For the last couple of years of being inundated with ads for gold I’ve wondered about gold as a hedge against inflation. It really made no historic sense, since gold has done very poorly relative to inflation over the last 30 years. Sure, some people claim to be doing well with gold as speculation drives up its price. But how did that last bit of rampant speculation go for you? Did you time the tech bubble right? Or the Housing bubble? So will you bail on the gold bubble in time?
When the gold hawkers run an ad begging you to buy gold from them, maybe you should ask why, if it is such a good investment, they don’t keep it?
Investment gold seems something only sophisticated full-time players should get into.
Now, if you are into gold not as a hedge against inflation, but against Armageddon, I’d ask what you would really want after the collapse – food, ammo, water, or gold?
December 26th, 2009 at 10:10 pm
“if it is such a good investment, they don’t keep it?” Different people invest over different time frames for different strategies. Traders, for example, profit on the short-term variations in price, gold traders included; their selling says nothing about the long range prospects for someone intending to hedge against a large inflation or other catastrophe. The same thing applies to other commodities and securities.

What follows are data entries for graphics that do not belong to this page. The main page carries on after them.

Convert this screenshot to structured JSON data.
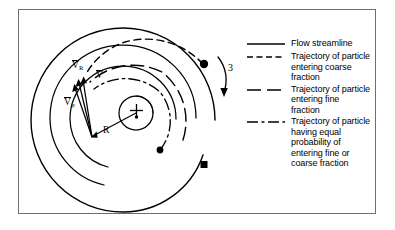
{
  "figure": {
    "frame_color": "#6e6e6e",
    "background": "#ffffff",
    "ink_color": "#000000"
  },
  "diagram": {
    "name": "centrifugal-classifier-spiral-flow",
    "center_marker": "+",
    "rotation_label": "3",
    "radius_label": "R",
    "vectors": [
      {
        "id": "v-resultant",
        "base": "V",
        "subscript": "",
        "overbar": true
      },
      {
        "id": "v-radial",
        "base": "V",
        "subscript": "R",
        "overbar": true
      },
      {
        "id": "v-tangential",
        "base": "V",
        "subscript": "φ",
        "overbar": true
      }
    ],
    "particle_markers": [
      {
        "id": "particle-top-right",
        "shape": "circle"
      },
      {
        "id": "particle-lower-center",
        "shape": "circle"
      },
      {
        "id": "particle-bottom-right",
        "shape": "square"
      }
    ]
  },
  "legend": {
    "items": [
      {
        "style": "solid",
        "label": "Flow streamline"
      },
      {
        "style": "dashed",
        "label": "Trajectory of particle entering coarse fraction"
      },
      {
        "style": "long-dash",
        "label": "Trajectory of particle entering fine fraction"
      },
      {
        "style": "dash-dot",
        "label": "Trajectory of particle having equal probability of entering fine or coarse fraction"
      }
    ]
  }
}
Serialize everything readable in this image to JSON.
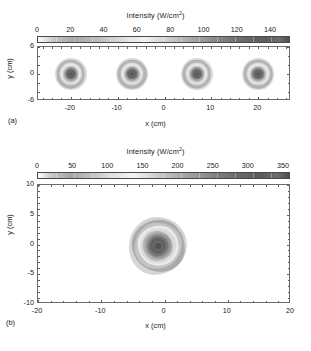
{
  "figure": {
    "background": "#ffffff",
    "ink": "#1a1a1a"
  },
  "chart_data": [
    {
      "id": "panel-a",
      "type": "heatmap",
      "panel_label": "(a)",
      "title": "",
      "colorbar": {
        "title_text": "Intensity (W/cm",
        "title_sup": "2",
        "title_tail": ")",
        "label": "Intensity (W/cm2)",
        "ticks": [
          0,
          20,
          40,
          60,
          80,
          100,
          120,
          140
        ],
        "tick_labels": [
          "0",
          "20",
          "40",
          "60",
          "80",
          "100",
          "120",
          "140"
        ],
        "range": [
          0,
          152
        ],
        "orientation": "horizontal",
        "position": "top",
        "colormap": "grayscale-jet",
        "stops": [
          {
            "p": 0,
            "c": "#ffffff"
          },
          {
            "p": 6,
            "c": "#c9c9c9"
          },
          {
            "p": 14,
            "c": "#a8a8a8"
          },
          {
            "p": 24,
            "c": "#bdbdbd"
          },
          {
            "p": 34,
            "c": "#dedede"
          },
          {
            "p": 42,
            "c": "#f2f2f2"
          },
          {
            "p": 50,
            "c": "#d6d6d6"
          },
          {
            "p": 58,
            "c": "#b4b4b4"
          },
          {
            "p": 66,
            "c": "#9a9a9a"
          },
          {
            "p": 74,
            "c": "#7e7e7e"
          },
          {
            "p": 82,
            "c": "#6a6a6a"
          },
          {
            "p": 90,
            "c": "#5c5c5c"
          },
          {
            "p": 96,
            "c": "#6d6d6d"
          },
          {
            "p": 100,
            "c": "#4f4f4f"
          }
        ]
      },
      "xlabel": "x (cm)",
      "ylabel": "y (cm)",
      "xlim": [
        -27,
        27
      ],
      "ylim": [
        -6,
        6
      ],
      "xticks": [
        -20,
        -10,
        0,
        10,
        20
      ],
      "xtick_labels": [
        "-20",
        "-10",
        "0",
        "10",
        "20"
      ],
      "yticks": [
        -6,
        0,
        6
      ],
      "ytick_labels": [
        "-6",
        "0",
        "6"
      ],
      "grid": false,
      "spots": [
        {
          "x": -20.0,
          "y": 0.0,
          "peak": 150,
          "radius_cm": 3.4
        },
        {
          "x": -6.9,
          "y": 0.0,
          "peak": 150,
          "radius_cm": 3.4
        },
        {
          "x": 6.9,
          "y": 0.0,
          "peak": 150,
          "radius_cm": 3.4
        },
        {
          "x": 20.0,
          "y": 0.0,
          "peak": 150,
          "radius_cm": 3.4
        }
      ]
    },
    {
      "id": "panel-b",
      "type": "heatmap",
      "panel_label": "(b)",
      "title": "",
      "colorbar": {
        "title_text": "Intensity (W/cm",
        "title_sup": "2",
        "title_tail": ")",
        "label": "Intensity (W/cm2)",
        "ticks": [
          0,
          50,
          100,
          150,
          200,
          250,
          300,
          350
        ],
        "tick_labels": [
          "0",
          "50",
          "100",
          "150",
          "200",
          "250",
          "300",
          "350"
        ],
        "range": [
          0,
          360
        ],
        "orientation": "horizontal",
        "position": "top",
        "colormap": "grayscale-jet",
        "stops": [
          {
            "p": 0,
            "c": "#ffffff"
          },
          {
            "p": 5,
            "c": "#cacaca"
          },
          {
            "p": 13,
            "c": "#a5a5a5"
          },
          {
            "p": 21,
            "c": "#c0c0c0"
          },
          {
            "p": 30,
            "c": "#e2e2e2"
          },
          {
            "p": 38,
            "c": "#f4f4f4"
          },
          {
            "p": 46,
            "c": "#d2d2d2"
          },
          {
            "p": 55,
            "c": "#b0b0b0"
          },
          {
            "p": 64,
            "c": "#969696"
          },
          {
            "p": 72,
            "c": "#7c7c7c"
          },
          {
            "p": 80,
            "c": "#686868"
          },
          {
            "p": 88,
            "c": "#5a5a5a"
          },
          {
            "p": 95,
            "c": "#6c6c6c"
          },
          {
            "p": 100,
            "c": "#4d4d4d"
          }
        ]
      },
      "xlabel": "x (cm)",
      "ylabel": "y (cm)",
      "xlim": [
        -20,
        20
      ],
      "ylim": [
        -10,
        10
      ],
      "xticks": [
        -20,
        -10,
        0,
        10,
        20
      ],
      "xtick_labels": [
        "-20",
        "-10",
        "0",
        "10",
        "20"
      ],
      "yticks": [
        -10,
        -5,
        0,
        5,
        10
      ],
      "ytick_labels": [
        "-10",
        "-5",
        "0",
        "5",
        "10"
      ],
      "grid": false,
      "spots": [
        {
          "x": -1.0,
          "y": -0.2,
          "peak": 350,
          "radius_cm": 4.6
        }
      ]
    }
  ]
}
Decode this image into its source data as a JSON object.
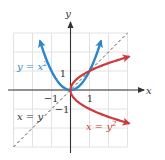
{
  "chart_data": {
    "type": "line",
    "title": "",
    "xlabel": "x",
    "ylabel": "y",
    "xlim": [
      -3,
      3
    ],
    "ylim": [
      -3,
      3
    ],
    "grid": true,
    "series": [
      {
        "name": "y = x^2",
        "label": "y = x",
        "label_sup": "2",
        "color": "#2b86c9",
        "equation": "y = x^2",
        "x_range": [
          -1.6,
          1.6
        ]
      },
      {
        "name": "x = y^2",
        "label": "x = y",
        "label_sup": "2",
        "color": "#d0393b",
        "equation": "x = y^2",
        "y_range": [
          -1.75,
          1.75
        ]
      },
      {
        "name": "x = y",
        "label": "x = y",
        "color": "#555555",
        "style": "dashed",
        "equation": "y = x",
        "x_range": [
          -3,
          3
        ]
      }
    ],
    "tick_labels": {
      "x": [
        {
          "value": -1,
          "text": "−1"
        },
        {
          "value": 1,
          "text": "1"
        }
      ],
      "y": [
        {
          "value": 1,
          "text": "1"
        },
        {
          "value": -1,
          "text": "−1"
        }
      ]
    },
    "annotations": [
      "y = x²",
      "x = y",
      "x = y²"
    ],
    "intersections": [
      [
        0,
        0
      ],
      [
        1,
        1
      ]
    ]
  },
  "axes": {
    "x_label": "x",
    "y_label": "y"
  },
  "labels": {
    "blue_curve": {
      "base": "y = x",
      "sup": "2"
    },
    "red_curve": {
      "base": "x = y",
      "sup": "2"
    },
    "dashed_line": "x = y"
  },
  "ticks": {
    "x_neg1": "−1",
    "x_pos1": "1",
    "y_pos1": "1",
    "y_neg1": "−1"
  },
  "colors": {
    "blue": "#2b86c9",
    "red": "#d0393b",
    "grid": "#e2e2e2",
    "axis": "#333333",
    "dashed": "#555555"
  }
}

If we descend to a world of “food, ammo, water, or gold” all bets are off on winners, losers, and survivors in the jungle. Skills developed for an industrial society will not help much in the jungle of all-against-all. We can plan to survive in inflation or deflation, but it is a fantasy game to plan to survive in the jungle.
December 27th, 2009 at 8:46 am
“The Jungle”, Upton Sinclair, 1906. Is his analogy about corrupt capitalism just as true about corrupt socialism? It looks like it is in Chicago, but unsanitary beef spreads disease while unsanitary votes spread death to American values.
December 27th, 2009 at 9:27 am
Unsanitary beef has specific definition and measurable parameters; “unsanitary votes” and “American values” are defined only in the opinion of the observer. And since our 200 million voting age observers have widely varying opinions, we vote to choose our self-government.
December 27th, 2009 at 4:28 pm
#2… you can’t win with #3 because everything is RELATIVE in his view. No right, no wrong. Just observational opinion.
December 28th, 2009 at 10:50 am
The last time we had a recession this bad and a left wing extremist in charge they BANNED gold. By executive order, no less. No congressional review, no oversight, just insta-banned.
“Unsanitary votes” and “American Values” do tend to be relative terms, but the analogy is interesting.
As far as “surviving in the jungle” with food, ammo and guns: one day this country is going to turn into a crapfest. No government lasts forever, no nation stands forever and no amount of American arrogance is going to change the basic facts of history. God Forbid that happens tomorrow but when the dollar is useless and interstate commerce breaks down, will you be one of the people burning cash to stay warm? Or will you have enough food and the means to defend it long enough for the world to calm down and basic services to resume? Rural areas will be hit the least, urban centers could, in worst case, be nothing but a vicious fight for survival. Look at New Orleans.
This crisis, if mismanaged only slightly worse (or better from a leftist perspective) than it is right now could create those circumstances. That is one of the contributing factors to the massive increase in firearms and ammunition prices from November ’08 to June or so of last year.
Don’t sink your life savings into guns, but have one and a few weeks of food. And a few Gold or Silver coins to barter with when the dollar evaporates can’t hurt either.
March 13th, 2011 at 10:40 am
Do you remember that today is the anniversary of Sinclair ZX81 appeared to the market? It is thirty years now. Thus began the era of home computers. The heart of the computer was a Zilog Z80 microprocessor clocked at 3.25 Mhz. The basic version of the computer had one kilobyte of memory (two million times smaller than a modern laptop to 2GB of memory). Programs were loaded with cassette tapes connected via an ordinary tape recorder. The screen had a resolution of 64 to 44 pixels. It was produced for 3 years, until 1984. Sold over half a million copies. Great times don’t you think?